You
never know which match is going to start the fire.
Take
China. If there's one thing I liked about Donald Trump (and there was
only one, trust me), it was his willingness to call out China.
Long
the manipulator of its citizenry, ignorer of trademarks and an
all-star violator of human rights, China has an astonishing ability
to hypnotize its trading partners into believing it is a trustworthy and
egalitarian one.
China is the con man who can bedazzle the world into believing, well, practically anything. Like all successful cons, it uses the greed of its marks to compromise them.
China is the con man who can bedazzle the world into believing, well, practically anything.
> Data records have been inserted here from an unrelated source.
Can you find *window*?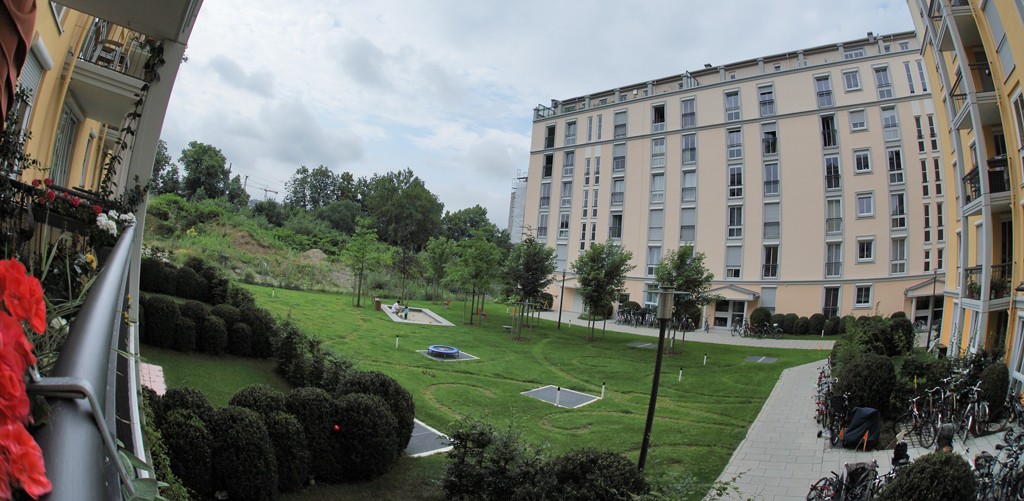
Yes, bounding box: [x1=559, y1=148, x2=576, y2=180].
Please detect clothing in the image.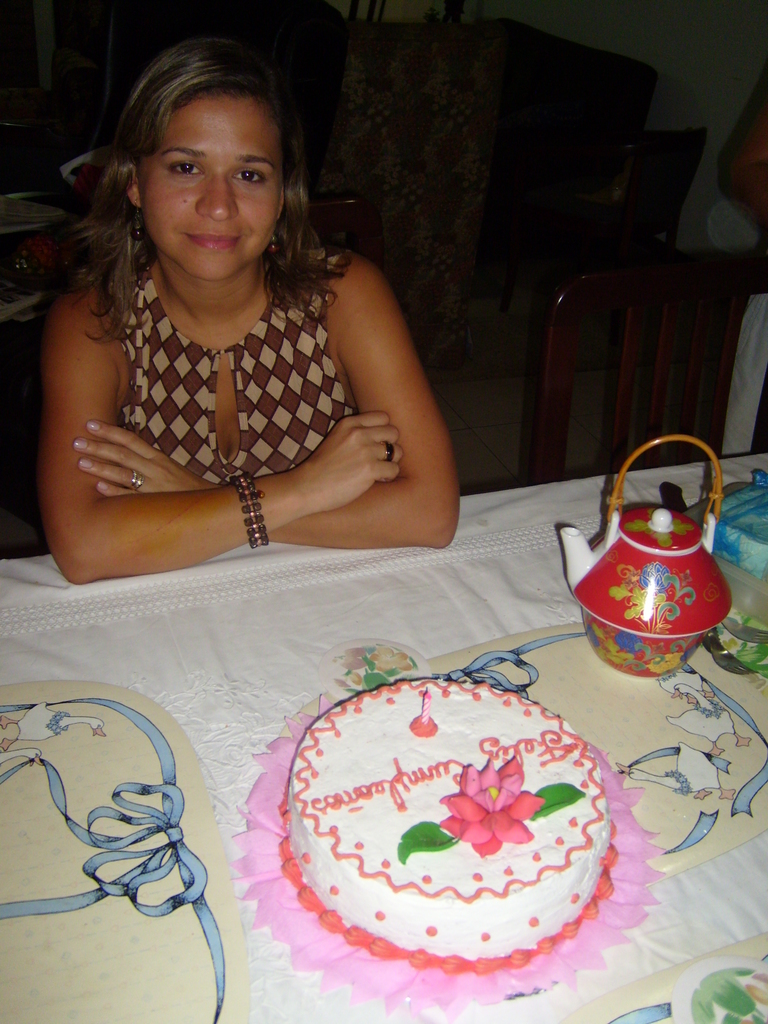
left=37, top=210, right=442, bottom=564.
Like all successful cons, it uses the greed of its marks to compromise them.
And
when hypnosis doesn't work, there is always the bludgeon of cheap
labor and those 1.3 billion potential consumers.
We
pretended Google wasn't kowtowing to China's oppressive leadership
and constructing search engines that prevented Chinese citizens from
reading anything their government didn't want them to read, making
Google one of the world's most powerful and wealthiest corporations
in the process.
We
ignored it when Beijing suppressed Olympic coverage it didn't deem consistent with its public relations campaigns, and pretended that Beijing's air quality
was great, its citizenry free to express any degree of dissatisfaction
with their government they wished and that Tiananmen Square never,
ever happened because, after all, no one could find proof of it on a
Google search.
Gosh. I could go on and on and on.
In
our corporation's desire to make ever-greater amounts of
money, and in our own unfortunate acceptance of it, we have shown our
true colors. Yeah, democracy is nice and everything, but more than
that we prize abundant and inexpensive labor. Corpulent profit margins. Expanding market
share. Wealth creation with ceilings like the Sistine Chapel.
That's what we really want.
And
China is only too happy to supply it—as long as we turn a blind eye to things like currency manipulation, intellectual property abuses and the
Muslim internment camps in western China.
The
very corporations who have gone hand-in-hand with Republican policies
that diminished the American worker (and subsequently, their ability
to consume) now turn to China to keep those bonus checks rolling into
the executive suite.
And
so it goes.
In
our greed, we have ceded the manufacture of practically everything to
China. This includes our prescription drugs and the weaponry which
constitutes our national defense. The geniuses in the corporate
penthouse have eagerly unzipped their flys and allowed China to
grab their testes and give them a good twist in exchange for ever larger stacks o' cash.
And
who doesn't think that's a good thing?
But every now and then there's someone who didn't read the memo.
I
have only to point to Houston Rocket's GM Daryl Morey, whose earnest
tweet in support of the Hong Kong demonstrations upset the apple
cart. Instead of following protocol and politely ignoring the fart in
the elevator, Morey essentially asked “who farted?”
And
after so many years of blind obedience, China is upset with us. Is America discovering its conscience?
NBA
commissioner Adam Silver, caught between the NBA's expanding business and defending a core value of the United States, wisely
choose the latter, further exacerbating the Chinese.
They
are burning NBA jerseys and pulling the plug on NBA telecasts and all
sorts of horrible things.
Bad
America! Bad!
Perhaps.
But I'm fine with it. The NBA needs money like I need an elevated
cholesterol count. As a radicalized socialist (per our president), it
is my opinion that our relationship with China stinks. It is nothing
but a museum-worthy exhibit of our hypocrisy.
I
am both shamed and highly-concerned by it.
And
speaking of shame, I only wish LeBron James had an ounce or two.
Despite his highly-publicized Twitter exchanges with President
Petulant, James is as complicit as any other businessman. When
faced with re-thinking his relationship with a plainly amoral government or
sustaining his already-exorbitant revenue stream, he chose the
latter.
You
sure you're anti-Trump LeBron?
The season doesn't start for another
six days. Like James, many of us should take some time off and get a clue and calculate exactly what those low prices and our relationship with China costs.